Housing Watch Web Search

Search results

  1. Results From The WOW.Com Content Network
  2. Valar - Wikipedia

    en.wikipedia.org/wiki/Valar

    The Valar are mentioned briefly in The Lord of the Rings but Tolkien had developed them earlier, in material published posthumously in The Silmarillion, The History of Middle-earth, and Unfinished Tales. Scholars have noted that the Valar resemble angels in Christianity but that Tolkien presented them rather more like pagan gods.

  3. Middle-earth - Wikipedia

    en.wikipedia.org/wiki/Middle-earth

    Arda versus "Middle-earth": Middle-earth is in geographic terms the name of the continent inhabited by Elves, Dwarves and Men, excluding the home of the Valar on Aman, while Arda is the name of the world. However, "Middle-earth" is widely used for the whole of Tolkien's legendarium. (Depicted: Arda in the Years of the Trees)

  4. Valinor - Wikipedia

    en.wikipedia.org/wiki/Valinor

    Valinor ( Quenya: Land of the Valar) or the Blessed Realm is a fictional location in J. R. R. Tolkien 's legendarium, the home of the immortal Valar on the continent of Aman, far to the west of Middle-earth; he used the name Aman mainly to mean Valinor. It includes Eldamar, the land of the Elves, who as immortals are permitted to live in Valinor.

  5. Ainur in Middle-earth - Wikipedia

    en.wikipedia.org/wiki/Ainur_in_Middle-earth

    Ainur in Middle-earth. The Ainur (singular: Ainu) are the immortal spirits existing before the Creation in J. R. R. Tolkien 's fictional universe. These were the first beings made of the thought of Eru Ilúvatar. They were able to sing such beautiful music that the world was created from it.

  6. Two Trees of Valinor - Wikipedia

    en.wikipedia.org/wiki/Two_Trees_of_Valinor

    The first sources of light for all of Tolkien's imaginary world, Arda, are two enormous Lamps on the central continent, Middle-earth: Illuin, the silver one to the north, and Ormal, the golden one to the south. They are created by the Valar, powerful spirit beings, but are cast down and destroyed by the Dark Lord Melkor. Creation

  7. History of Arda - Wikipedia

    en.wikipedia.org/wiki/History_of_Arda

    History of Arda. Tolkien meant Arda to be "our own green and solid Earth", seen here in the Baltistan mountains, "at some quite remote epoch in the past". [1] In J. R. R. Tolkien 's legendarium, the history of Arda, also called the history of Middle-earth, [a] began when the Ainur entered Arda, following the creation events in the Ainulindalë ...

  8. Morgoth - Wikipedia

    en.wikipedia.org/wiki/Morgoth

    Morgoth's Ring. Morgoth Bauglir ( [ˈmɔrɡɔθ ˈbau̯ɡlir]; originally Melkor [ˈmɛlkor]) is a character, one of the godlike Valar, from Tolkien's legendarium. He is the primary antagonist of Tolkien's legendarium, the mythic epic published in parts as The Silmarillion, The Children of Húrin, Beren and Lúthien, and The Fall of Gondolin .

  9. Middle-earth peoples - Wikipedia

    en.wikipedia.org/wiki/Middle-earth_peoples

    The wizards of Middle-earth were Maiar: spirits of the same order as the Valar, but lesser in power. Outwardly resembling Men but possessing much greater physical and mental power, they were called Istari (Quenya for "Wise Ones") by the Elves. They were sent by the Valar to assist the people of Middle-earth to contest Sauron.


#### Work to complete
Only an exact copy of the lines beginning at the one that contains "Locate 'woman' and" and ending at the last line of the records below counts as the answer.

Dataset entries

◆ ◆ ◆ ◆ ◆

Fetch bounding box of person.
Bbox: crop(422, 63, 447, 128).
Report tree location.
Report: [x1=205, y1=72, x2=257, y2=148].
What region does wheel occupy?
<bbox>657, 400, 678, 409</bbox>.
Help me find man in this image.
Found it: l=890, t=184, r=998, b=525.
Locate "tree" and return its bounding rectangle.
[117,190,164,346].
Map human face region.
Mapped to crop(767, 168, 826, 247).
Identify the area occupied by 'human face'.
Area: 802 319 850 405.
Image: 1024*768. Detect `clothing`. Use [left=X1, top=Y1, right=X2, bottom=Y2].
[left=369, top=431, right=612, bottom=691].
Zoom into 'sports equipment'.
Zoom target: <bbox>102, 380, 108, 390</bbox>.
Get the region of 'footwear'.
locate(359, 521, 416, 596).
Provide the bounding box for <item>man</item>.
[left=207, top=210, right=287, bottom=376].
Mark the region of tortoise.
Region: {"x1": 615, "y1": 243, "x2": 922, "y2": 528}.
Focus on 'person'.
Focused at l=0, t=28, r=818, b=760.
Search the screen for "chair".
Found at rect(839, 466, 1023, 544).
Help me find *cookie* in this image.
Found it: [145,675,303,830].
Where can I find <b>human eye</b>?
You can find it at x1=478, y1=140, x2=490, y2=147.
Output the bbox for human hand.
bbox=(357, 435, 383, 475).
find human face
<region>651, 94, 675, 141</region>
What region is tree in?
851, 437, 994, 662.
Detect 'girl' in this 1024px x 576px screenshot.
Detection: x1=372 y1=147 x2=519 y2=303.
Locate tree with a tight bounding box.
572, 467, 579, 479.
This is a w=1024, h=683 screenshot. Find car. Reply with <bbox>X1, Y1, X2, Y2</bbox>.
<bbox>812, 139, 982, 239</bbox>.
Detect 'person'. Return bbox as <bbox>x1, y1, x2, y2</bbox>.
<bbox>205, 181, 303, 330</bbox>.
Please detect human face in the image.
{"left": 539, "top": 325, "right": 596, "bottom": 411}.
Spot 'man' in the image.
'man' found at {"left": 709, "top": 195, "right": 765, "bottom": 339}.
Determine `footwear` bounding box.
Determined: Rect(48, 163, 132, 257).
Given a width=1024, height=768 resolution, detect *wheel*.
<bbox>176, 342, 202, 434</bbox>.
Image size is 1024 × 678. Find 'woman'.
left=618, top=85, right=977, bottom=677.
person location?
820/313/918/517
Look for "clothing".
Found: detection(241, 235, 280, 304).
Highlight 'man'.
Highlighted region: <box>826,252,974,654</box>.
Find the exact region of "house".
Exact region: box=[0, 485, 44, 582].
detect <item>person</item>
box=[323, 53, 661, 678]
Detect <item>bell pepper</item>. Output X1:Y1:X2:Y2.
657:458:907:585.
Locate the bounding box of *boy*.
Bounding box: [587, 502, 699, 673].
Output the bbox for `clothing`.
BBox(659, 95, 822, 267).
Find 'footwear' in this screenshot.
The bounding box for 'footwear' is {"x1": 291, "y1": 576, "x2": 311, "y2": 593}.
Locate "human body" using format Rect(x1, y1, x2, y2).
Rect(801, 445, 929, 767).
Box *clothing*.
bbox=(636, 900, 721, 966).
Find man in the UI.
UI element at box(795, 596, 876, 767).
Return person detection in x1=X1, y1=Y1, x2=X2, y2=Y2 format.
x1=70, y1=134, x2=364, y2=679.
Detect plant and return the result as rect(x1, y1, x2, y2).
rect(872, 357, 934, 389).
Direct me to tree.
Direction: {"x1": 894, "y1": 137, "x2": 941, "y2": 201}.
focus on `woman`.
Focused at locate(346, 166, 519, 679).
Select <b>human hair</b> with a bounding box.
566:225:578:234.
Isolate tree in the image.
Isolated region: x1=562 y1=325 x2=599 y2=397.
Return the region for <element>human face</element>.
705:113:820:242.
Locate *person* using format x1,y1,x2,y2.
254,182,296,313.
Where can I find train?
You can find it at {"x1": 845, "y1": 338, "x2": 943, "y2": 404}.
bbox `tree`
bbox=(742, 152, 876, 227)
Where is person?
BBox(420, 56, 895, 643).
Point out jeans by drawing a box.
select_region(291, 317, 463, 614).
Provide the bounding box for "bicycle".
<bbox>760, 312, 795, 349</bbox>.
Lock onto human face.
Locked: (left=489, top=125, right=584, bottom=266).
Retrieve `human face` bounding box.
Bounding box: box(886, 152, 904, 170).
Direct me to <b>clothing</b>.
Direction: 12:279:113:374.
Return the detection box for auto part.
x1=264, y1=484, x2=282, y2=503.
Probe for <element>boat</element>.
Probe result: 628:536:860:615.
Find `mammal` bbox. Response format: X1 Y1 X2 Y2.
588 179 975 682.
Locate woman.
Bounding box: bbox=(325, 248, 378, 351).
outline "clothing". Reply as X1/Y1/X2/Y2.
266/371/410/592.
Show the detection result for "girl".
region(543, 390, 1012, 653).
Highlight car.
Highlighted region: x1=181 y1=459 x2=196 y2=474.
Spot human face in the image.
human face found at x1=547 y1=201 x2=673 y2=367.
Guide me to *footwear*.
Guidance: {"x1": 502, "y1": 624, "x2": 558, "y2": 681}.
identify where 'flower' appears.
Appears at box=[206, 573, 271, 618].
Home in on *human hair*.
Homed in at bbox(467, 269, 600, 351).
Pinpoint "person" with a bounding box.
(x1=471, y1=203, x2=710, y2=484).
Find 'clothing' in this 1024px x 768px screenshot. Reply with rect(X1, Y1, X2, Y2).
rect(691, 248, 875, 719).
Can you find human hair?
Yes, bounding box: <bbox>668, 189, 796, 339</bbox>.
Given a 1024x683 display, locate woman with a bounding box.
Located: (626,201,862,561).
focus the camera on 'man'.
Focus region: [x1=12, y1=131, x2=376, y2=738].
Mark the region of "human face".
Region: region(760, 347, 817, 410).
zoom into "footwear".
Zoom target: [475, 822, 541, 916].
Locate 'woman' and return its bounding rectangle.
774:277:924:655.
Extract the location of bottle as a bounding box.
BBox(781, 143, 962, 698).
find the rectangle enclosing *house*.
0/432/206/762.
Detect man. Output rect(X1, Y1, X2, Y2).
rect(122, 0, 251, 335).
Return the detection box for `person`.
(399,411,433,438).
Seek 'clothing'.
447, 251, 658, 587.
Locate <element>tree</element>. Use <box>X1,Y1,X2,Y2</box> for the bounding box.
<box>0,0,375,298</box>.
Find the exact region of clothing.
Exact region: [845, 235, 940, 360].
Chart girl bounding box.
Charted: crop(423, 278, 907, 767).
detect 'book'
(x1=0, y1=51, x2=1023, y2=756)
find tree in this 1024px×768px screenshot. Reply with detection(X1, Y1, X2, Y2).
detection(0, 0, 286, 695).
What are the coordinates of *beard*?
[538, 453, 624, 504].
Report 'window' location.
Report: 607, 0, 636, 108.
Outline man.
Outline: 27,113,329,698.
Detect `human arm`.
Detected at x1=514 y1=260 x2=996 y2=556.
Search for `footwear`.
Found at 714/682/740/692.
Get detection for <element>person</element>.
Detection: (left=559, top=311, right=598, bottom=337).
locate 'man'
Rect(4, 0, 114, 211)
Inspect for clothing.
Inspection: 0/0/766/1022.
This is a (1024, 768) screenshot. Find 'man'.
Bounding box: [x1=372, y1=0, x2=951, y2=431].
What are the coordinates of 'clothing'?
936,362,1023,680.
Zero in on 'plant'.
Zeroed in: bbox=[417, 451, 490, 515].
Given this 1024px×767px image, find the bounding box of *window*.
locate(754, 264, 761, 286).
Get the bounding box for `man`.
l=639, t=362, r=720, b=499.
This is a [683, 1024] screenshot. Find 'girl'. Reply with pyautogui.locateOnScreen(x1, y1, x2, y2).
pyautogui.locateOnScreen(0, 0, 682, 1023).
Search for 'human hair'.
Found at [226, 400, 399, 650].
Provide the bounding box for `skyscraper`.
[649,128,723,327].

◆ ◆ ◆ ◆ ◆

#### Answer box
Locate 'woman' and return its bounding rectangle.
774:277:924:655.
Extract the location of bottle as a bounding box.
BBox(781, 143, 962, 698).
find the rectangle enclosing *house*.
0/432/206/762.
Detect man. Output rect(X1, Y1, X2, Y2).
rect(122, 0, 251, 335).
Return the detection box for `person`.
(399,411,433,438).
Seek 'clothing'.
447, 251, 658, 587.
Locate <element>tree</element>. Use <box>X1,Y1,X2,Y2</box> for the bounding box.
<box>0,0,375,298</box>.
Find the exact region of clothing.
Exact region: [845, 235, 940, 360].
Chart girl bounding box.
Charted: crop(423, 278, 907, 767).
detect 'book'
(x1=0, y1=51, x2=1023, y2=756)
find tree in this 1024px×768px screenshot. Reply with detection(X1, Y1, X2, Y2).
detection(0, 0, 286, 695).
What are the coordinates of *beard*?
[538, 453, 624, 504].
Report 'window' location.
Report: 607, 0, 636, 108.
Outline man.
Outline: 27,113,329,698.
Detect `human arm`.
Detected at x1=514 y1=260 x2=996 y2=556.
Search for `footwear`.
Found at 714/682/740/692.
Get detection for <element>person</element>.
Detection: (left=559, top=311, right=598, bottom=337).
locate 'man'
Rect(4, 0, 114, 211)
Inspect for clothing.
Inspection: 0/0/766/1022.
This is a (1024, 768) screenshot. Find 'man'.
Bounding box: [x1=372, y1=0, x2=951, y2=431].
What are the coordinates of 'clothing'?
936,362,1023,680.
Zero in on 'plant'.
Zeroed in: bbox=[417, 451, 490, 515].
Given this 1024px×767px image, find the bounding box of *window*.
locate(754, 264, 761, 286).
Get the bounding box for `man`.
l=639, t=362, r=720, b=499.
This is a [683, 1024] screenshot. Find 'girl'. Reply with pyautogui.locateOnScreen(x1, y1, x2, y2).
pyautogui.locateOnScreen(0, 0, 682, 1023).
Search for 'human hair'.
Found at [226, 400, 399, 650].
Provide the bounding box for `skyscraper`.
[649,128,723,327].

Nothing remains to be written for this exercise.